Pastorale • Ensemble 1700, Oberlinger
Likely because of the Christmas theme, I came across this release from November 2022 by Ensemble 1700, directed from the recorder by Dorothee Oberlinger. I auditioned the extended album that includes tracks played by Li Piffari e le Muse and spoken by Matthias Brandt in German.
The major works from this recital include:
- Corelli’s Christmas Concerto (op. 6, no. 8)
- Alessandro Marcello’s concerto, S. Z799 in D minor
- Alessandro Scarlatti’s Oh di Betlemme altera povertà, a cantata
- Handel’s organ concerto in F, HWB 293 (arranged for recorder)
- Guido’s “L’Hyver”, from a collection depicting the four seasons
- Vivaldi’s Concerto in C, RV 443
- Pez’s Passacaglia from his F-major Concerto Pastorale
The Scarlatti piece features the other big Dorothee in the HIPP world, Dorothee Mields. She kindly signed a number of CD covers my friend brought when we heard her at the Boston Early Music Festival. The cantata is a pastoral and devotional meditation on the birth of Christ. The text contrasts the poverty and humility of Bethlehem with the glory of divine incarnation. It invites shepherds and the listener to witness and celebrate the miraculous event.
Mields offers a sympathetic interpretation, one that indulges vibrato. She can sing both with and without; I’m guessing the later date of this work compared to a lot of what she sings and it’s Italian language offered an invitation to vibrate.
Guido’s programmatic work depicting winter is guided by poetry which is included in the booklet. As a composer, I don’t know a lot about him, but his dates make him contemporaneous with Vivaldi. Each of the seven movements are quick. The piece is string-based until Oberlinger appears in the third movement, which helps with the album’s theme of “pastorale.”
Performance of the Vivaldi “piccolo” concerto is joined by the Piffari ensemble, lending a far more pastoral flavor to the concerto. Oberlinger appears here with Bremer Barockorchester performing the same piece. As with her other contributions on this recording, her playing is rife with ornaments and surprises, presenting a technically-polished portrait.
This includes her presence in the organ concerto by Handel. The organ is present in the final movement, which is a surprise, all before Oberlinger appears with a sopranino instrument.
Corelli’s famous Christmas Concerto is augmented not only by recorder, but by the renaissance winds. It’s a colorful addition that some listeners may well like for its color and surprise.
The Pez piece is a well-wrought, fast-paced ostinato, lasting nearly six minutes. I’m not sure all groups would take it this fast, but I appreciate the technical abilities inherent in her ensemble to play it this way, which comes across as a refreshing end to the recital.
The provided booklet via Qobuz does not offer English translations. The album succeeds in marrying familiar works (Corelli, Vivaldi, and Handel) with the less familiar (Scarlatti, Guido, Pez), within a unified winter-Christmas theme. These aren’t “Christmas” pieces, in the tradition of the big choral works, but instead speak to the season and are peppered, as such with extra color, a bonus if you already have the concertos within your collection.
Notes
The readings by Matthias Brandt are lost on me, with no translations provided. There’s a 5-track shorter version, also available at high resolution (33 tracks total), without these spoken tracks. Within this booklet, English translations are provided. My advice for English speakers is to seek out the shorter production, which features all the pieces described above.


REQUIRED WORK =
Among the entries that follow, count the lines that contain the word "repolarization" and say how many there are, writing nothing else.

[Data entries]
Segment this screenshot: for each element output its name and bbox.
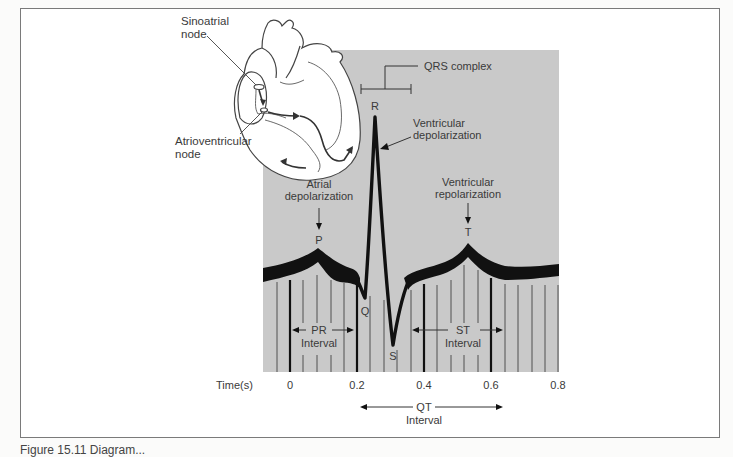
qt-interval-label-2: Interval	[406, 414, 442, 426]
time-axis-label: Time(s)	[216, 379, 253, 391]
av-node-label: Atrioventricular	[175, 135, 252, 147]
ventricular-depolarization-label: Ventricular	[413, 117, 465, 129]
q-wave-label: Q	[361, 305, 370, 317]
r-wave-label: R	[371, 100, 379, 112]
figure-caption: Figure 15.11 Diagram...	[20, 443, 145, 457]
s-wave-label: S	[389, 350, 396, 362]
qt-interval-label: QT	[416, 401, 432, 413]
ventricular-depolarization-label-2: depolarization	[413, 129, 482, 141]
ventricular-repolarization-label: Ventricular	[442, 176, 494, 188]
atrial-depolarization-label-2: depolarization	[285, 190, 354, 202]
pr-interval-label-2: Interval	[301, 337, 337, 349]
t-wave-label: T	[465, 226, 472, 238]
time-tick-1: 0.2	[349, 379, 364, 391]
atrial-depolarization-label: Atrial	[306, 178, 331, 190]
qrs-complex-label: QRS complex	[424, 60, 492, 72]
time-tick-0: 0	[287, 379, 293, 391]
av-node-label-2: node	[175, 148, 201, 160]
st-interval-label: ST	[456, 324, 470, 336]
sa-node-label: Sinoatrial	[181, 15, 229, 27]
p-wave-label: P	[315, 234, 322, 246]
heart-illustration	[234, 20, 360, 180]
pr-interval-label: PR	[311, 324, 326, 336]
time-tick-3: 0.6	[483, 379, 498, 391]
time-tick-2: 0.4	[416, 379, 431, 391]
time-tick-4: 0.8	[550, 379, 565, 391]
ventricular-repolarization-label-2: repolarization	[435, 188, 501, 200]
st-interval-label-2: Interval	[445, 337, 481, 349]
sa-node-label-2: node	[181, 28, 207, 40]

REPLY TO THE TASK =
2